By this time, age was catching up with him, he was getting sick and had been dismissed from service to the railroad, and pleading poverty at town meeting he was soon obliged to leave his hovel on Depot Street and move onto the Town Farm in South Bridgton, living there as an inmate pauper through the last years of the local Town Farm system in the 1930s. I cannot learn what became of the mule, but I hope for the best.

Though he claimed to be 104 at the time of his death, he never received the town’s Boston Post Cane either – because to be honest he couldn’t prove his age with any documents, and by this time the town selectmen had given up believing in most anything he said. Thanks to the work of local hero Walter A. Hawkins’ arguing on his behalf, Jabe was in 1935 awarded Maine’s Centenarian Gold Medal, winning a letter from the governor and a shiny golden pin he proudly wore on his breast for the last year and half of his life. While there, he sang songs and danced to cheer up his fellow paupers, swept out the poor house, and of course kept right on telling his famous stories until death finally came for him on July 7, 1937, taking him in his sleep at the possible age of 104 years two months. The town paid for his funeral services at Potter’s Parlors up on Elm Street, and they also paid to bury him, but sadly even I don’t know where. Pauper’s graves were never marked.

What I love best about history is that, despite it all, the stories live on. Jabe saw to that, each and every day he did his work mythologizing his life for passing tourists and generations of our youth, ensuring in his own way that he’d never be forgotten here in this town he loved, and adopted as his last and final home.

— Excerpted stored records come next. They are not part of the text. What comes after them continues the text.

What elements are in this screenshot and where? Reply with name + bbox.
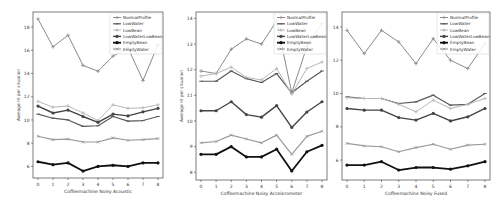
x-tick-label: 6: [127, 182, 130, 187]
x-tick-label: 4: [415, 184, 418, 189]
y-tick-label: 6: [336, 158, 339, 163]
y-axis: 68101214: [333, 25, 342, 163]
legend-label: EmptyWater: [287, 47, 313, 52]
legend-item: LowBean: [113, 28, 142, 33]
legend-label: NormalProfile: [123, 15, 152, 20]
legend-item: LowBean: [277, 28, 306, 33]
x-tick-label: 8: [157, 182, 160, 187]
legend-label: NormalProfile: [287, 15, 316, 20]
chart-fused: 68101214Average HI per situation01234567…: [330, 0, 492, 205]
series-emptywater: [346, 142, 487, 153]
figure: 681012141618Average HI per situation0123…: [0, 0, 492, 205]
y-tick-label: 16: [24, 48, 30, 53]
y-tick-label: 10: [187, 119, 193, 124]
y-tick-label: 18: [24, 25, 30, 30]
legend-label: LowBean: [287, 28, 306, 33]
y-tick-label: 12: [187, 67, 193, 72]
y-tick-label: 10: [333, 91, 339, 96]
x-tick-label: 7: [305, 184, 308, 189]
y-axis-label: Average HI per situation: [179, 70, 184, 122]
y-tick-label: 14: [333, 25, 339, 30]
series-emptybean: [345, 160, 486, 172]
x-tick-label: 3: [245, 184, 248, 189]
legend-label: NormalProfile: [450, 15, 479, 20]
series-lowbean: [345, 96, 487, 114]
legend: NormalProfileLowWaterLowBeanLowWaterLowB…: [274, 13, 327, 54]
y-tick-label: 9: [190, 144, 193, 149]
x-tick-label: 3: [82, 182, 85, 187]
x-tick-label: 3: [397, 184, 400, 189]
x-tick-label: 1: [52, 182, 55, 187]
chart-accelerometer: 891011121314Average HI per situation0123…: [165, 0, 330, 205]
y-axis-label: Average HI per situation: [16, 69, 21, 121]
x-tick-label: 5: [112, 182, 115, 187]
series-lowbean: [199, 60, 324, 96]
x-axis-label: Coffeemachine Noisy Acoustic: [64, 189, 133, 194]
x-tick-label: 8: [484, 184, 487, 189]
legend-label: EmptyWater: [450, 47, 476, 52]
x-tick-label: 8: [321, 184, 324, 189]
x-tick-label: 0: [200, 184, 203, 189]
series-lowwater: [199, 71, 324, 93]
legend-label: LowWater: [450, 21, 471, 26]
x-axis-label: Coffeemachine Noisy Fused: [385, 191, 447, 196]
legend-label: EmptyBean: [287, 40, 312, 45]
legend-label: EmptyWater: [123, 47, 149, 52]
y-tick-label: 13: [187, 42, 193, 47]
series-emptybean: [199, 144, 323, 173]
legend-label: LowWater: [287, 21, 308, 26]
legend-label: EmptyBean: [123, 40, 148, 45]
legend-label: LowWater: [123, 21, 144, 26]
y-tick-label: 14: [187, 16, 193, 21]
y-tick-label: 8: [336, 124, 339, 129]
x-tick-label: 7: [142, 182, 145, 187]
y-tick-label: 14: [24, 71, 30, 76]
x-tick-label: 0: [346, 184, 349, 189]
legend: NormalProfileLowWaterLowBeanLowWaterLowB…: [110, 13, 163, 54]
series-lowwaterlowbean: [345, 107, 486, 123]
x-axis: 012345678: [346, 180, 487, 189]
x-axis: 012345678: [37, 178, 160, 187]
legend: NormalProfileLowWaterLowBeanLowWaterLowB…: [437, 13, 490, 54]
legend-label: LowWaterLowBean: [287, 34, 327, 39]
y-tick-label: 6: [27, 164, 30, 169]
y-tick-label: 11: [187, 93, 193, 98]
chart-acoustic: 681012141618Average HI per situation0123…: [0, 0, 165, 205]
legend-label: LowBean: [450, 28, 469, 33]
legend-label: LowWaterLowBean: [123, 34, 163, 39]
legend-item: LowBean: [440, 28, 469, 33]
x-tick-label: 2: [230, 184, 233, 189]
x-tick-label: 6: [449, 184, 452, 189]
x-tick-label: 5: [275, 184, 278, 189]
x-tick-label: 1: [215, 184, 218, 189]
x-tick-label: 7: [466, 184, 469, 189]
legend-label: LowWaterLowBean: [450, 34, 490, 39]
legend-label: EmptyBean: [450, 40, 475, 45]
x-axis-label: Coffeemachine Noisy Accelerometer: [221, 191, 303, 196]
y-tick-label: 12: [24, 94, 30, 99]
x-tick-label: 4: [97, 182, 100, 187]
y-tick-label: 8: [27, 141, 30, 146]
series-lowwaterlowbean: [199, 100, 323, 129]
y-tick-label: 12: [333, 58, 339, 63]
x-tick-label: 2: [380, 184, 383, 189]
x-tick-label: 6: [290, 184, 293, 189]
legend-label: LowBean: [123, 28, 142, 33]
x-tick-label: 5: [432, 184, 435, 189]
y-tick-label: 8: [190, 170, 193, 175]
x-tick-label: 2: [67, 182, 70, 187]
series-emptywater: [37, 135, 160, 144]
x-axis: 012345678: [200, 180, 324, 189]
y-tick-label: 10: [24, 118, 30, 123]
series-emptybean: [36, 160, 159, 172]
series-emptywater: [200, 130, 324, 156]
x-tick-label: 4: [260, 184, 263, 189]
series-lowwater: [345, 94, 487, 106]
y-axis: 681012141618: [24, 25, 33, 169]
x-tick-label: 0: [37, 182, 40, 187]
x-tick-label: 1: [363, 184, 366, 189]
y-axis: 891011121314: [187, 16, 196, 175]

This past weekend when I went to the Waterford World’s Fair and took out my own “roll” to buy a bison burger from concessions, I thought again of Uncle Jabe and, casting my eyes cautiously around for fortune tellers, peeled off an extra two dollars to buy myself a big old can of Moxie. Without ceremony, without outward word, but with a good deal of emotion welling up inside, I drank a silent toast to the memory of one man, long dead but ne’er forgotten, and dear reader let me tell you; it couldn’t have tasted better. I don’t even like soda.